Severe macrocytic anaemia in pregnant women in the Gold Coast with records of 100 cases, and with some reference to hypochromic anaemia
Item Status
Embargo End Date
Date
Authors
Russell, Beatrice A. S.
Abstract
Macrocytic anaemia of a severe kind is not uncommonly met with in practice among pregnant women on the Gold Coast. In both treated and untreated cases there is marked tendency to premature labour with stillbirth or death of the infant in the first week of life. The maternal mortality rate also is undoubtedly high in untreated cases. After delivery recovery may be rapid if the anaemia, is not too far advanced. If it is severe, then death rapidly supervenes. Macrocytic anaemia is a disease that responds rapidly and satisfactorily to treatment with liver or liver extract, administered par - enterally and in adequate doses. The more important predisposing factors are unsatisfactory diet, intercurrent disease, especially malaria, and hypochromic anaemia. From her own observations the writer has found some degree of anaemia to be very common among pregnant women. See Tables 3 and 4, pages 208 & 212. Prevention of the condition is bound up with improvement in the general standard of living of the people. In the meantime the obstetrician must be constantly on the alert to detect and treat all patients with low haemoglobin values, in the expectation that by so doing severe anaemia may be successfully prevented from appearing.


_WHAT IS BEING ASKED:_ From the listing below, pick out each line with the word "tick".

= Beginning of Section =

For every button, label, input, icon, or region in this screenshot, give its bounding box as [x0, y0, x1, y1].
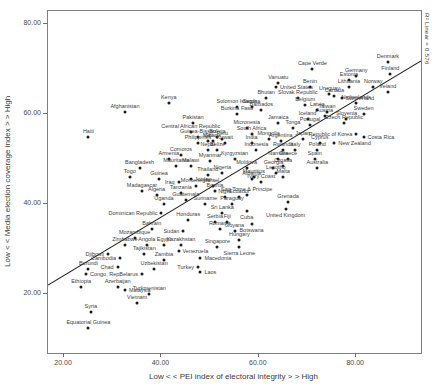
- point-label: Rwanda: [273, 141, 293, 147]
- point-label: Fiji: [224, 213, 231, 219]
- point-label: Argentina: [269, 132, 293, 138]
- point-label: Bhutan: [257, 89, 274, 95]
- data-point: [372, 86, 375, 89]
- point-label: Malawi: [182, 157, 199, 163]
- point-label: Azerbaijan: [105, 278, 131, 284]
- x-tick-label: 80.00: [335, 359, 375, 366]
- data-point: [194, 185, 197, 188]
- point-label: Namibia: [268, 150, 288, 156]
- point-label: Poland: [309, 141, 326, 147]
- plot-area: DenmarkFinlandNorwayIrelandGermanyEstoni…: [47, 10, 422, 354]
- data-point: [250, 223, 253, 226]
- data-point: [177, 180, 180, 183]
- point-label: Micronesia: [233, 119, 260, 125]
- point-label: Slovak Republic: [278, 89, 317, 95]
- point-label: United Kingdom: [266, 212, 305, 218]
- data-point: [177, 250, 180, 253]
- point-label: Cuba: [240, 214, 253, 220]
- x-axis-title: Low < < PEI index of electoral integrity…: [47, 372, 420, 381]
- data-point: [333, 142, 336, 145]
- point-label: Indonesia: [244, 141, 268, 147]
- point-label: Kyrgyzstan: [221, 150, 248, 156]
- point-label: Finland: [381, 65, 399, 71]
- data-point: [328, 92, 331, 95]
- data-point: [340, 97, 343, 100]
- data-point: [138, 167, 141, 170]
- point-label: Portugal: [300, 116, 321, 122]
- point-label: Dominican Republic: [109, 210, 158, 216]
- data-point: [355, 101, 358, 104]
- data-point: [216, 245, 219, 248]
- data-point: [84, 272, 87, 275]
- point-label: Spain: [308, 150, 322, 156]
- data-point: [179, 153, 182, 156]
- data-point: [279, 140, 282, 143]
- data-point: [196, 266, 199, 269]
- data-point: [347, 86, 350, 89]
- data-point: [343, 122, 346, 125]
- data-point: [162, 203, 165, 206]
- point-label: Honduras: [176, 211, 200, 217]
- point-label: Moldova: [236, 159, 257, 165]
- data-point: [182, 230, 185, 233]
- data-point: [179, 243, 182, 246]
- data-point: [362, 135, 365, 138]
- data-point: [87, 135, 90, 138]
- y-axis-title: Low < < Media election coverage index > …: [3, 10, 15, 352]
- data-point: [140, 272, 143, 275]
- point-label: Zambia: [155, 251, 173, 257]
- data-point: [245, 209, 248, 212]
- point-label: Vietnam: [127, 294, 147, 300]
- data-point: [291, 126, 294, 129]
- data-point: [386, 90, 389, 93]
- data-point: [311, 68, 314, 71]
- data-point: [167, 101, 170, 104]
- point-label: Afghanistan: [110, 103, 139, 109]
- y-tick-mark: [43, 113, 47, 114]
- data-point: [128, 176, 131, 179]
- data-point: [116, 266, 119, 269]
- point-label: Turkey: [177, 264, 194, 270]
- y-tick-mark: [43, 23, 47, 24]
- y-tick-mark: [43, 203, 47, 204]
- point-label: Iceland: [299, 110, 317, 116]
- point-label: Haiti: [83, 128, 94, 134]
- data-point: [233, 158, 236, 161]
- data-point: [175, 164, 178, 167]
- data-point: [153, 268, 156, 271]
- data-point: [123, 243, 126, 246]
- data-point: [204, 203, 207, 206]
- point-label: Algeria: [148, 186, 165, 192]
- data-point: [145, 243, 148, 246]
- data-point: [123, 288, 126, 291]
- point-label: Costa Rica: [368, 134, 395, 140]
- data-point: [255, 149, 258, 152]
- data-point: [333, 95, 336, 98]
- point-label: Togo: [124, 168, 136, 174]
- point-label: Ivory Coast: [247, 173, 275, 179]
- point-label: Syria: [85, 303, 98, 309]
- data-point: [123, 110, 126, 113]
- data-point: [287, 200, 290, 203]
- data-point: [184, 198, 187, 201]
- data-point: [216, 149, 219, 152]
- data-point: [199, 257, 202, 260]
- point-label: Equatorial Guinea: [66, 319, 110, 325]
- point-label: Ethiopia: [71, 278, 91, 284]
- y-tick-mark: [43, 293, 47, 294]
- data-point: [189, 164, 192, 167]
- point-label: Uzbekistan: [141, 260, 168, 266]
- point-label: Sri Lanka: [211, 204, 234, 210]
- point-label: Cape Verde: [298, 60, 327, 66]
- x-tick-mark: [160, 353, 161, 357]
- point-label: Kenya: [161, 94, 177, 100]
- x-tick-mark: [63, 353, 64, 357]
- data-point: [260, 180, 263, 183]
- x-tick-label: 20.00: [43, 359, 83, 366]
- point-label: Sao Tome & Principe: [221, 186, 272, 192]
- point-label: Pakistan: [183, 114, 204, 120]
- point-label: Lithuania: [338, 78, 360, 84]
- data-point: [158, 178, 161, 181]
- point-label: Djibouti: [86, 251, 104, 257]
- data-point: [206, 173, 209, 176]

= End of Section =

_RESPONSE TO THIS TASK:_
- x-tick-label: 80.00: [335, 359, 375, 366]
- y-tick-mark: [43, 113, 47, 114]
- y-tick-mark: [43, 23, 47, 24]
- y-tick-mark: [43, 203, 47, 204]
- y-tick-mark: [43, 293, 47, 294]
- x-tick-mark: [160, 353, 161, 357]
- x-tick-mark: [63, 353, 64, 357]
- x-tick-label: 20.00: [43, 359, 83, 366]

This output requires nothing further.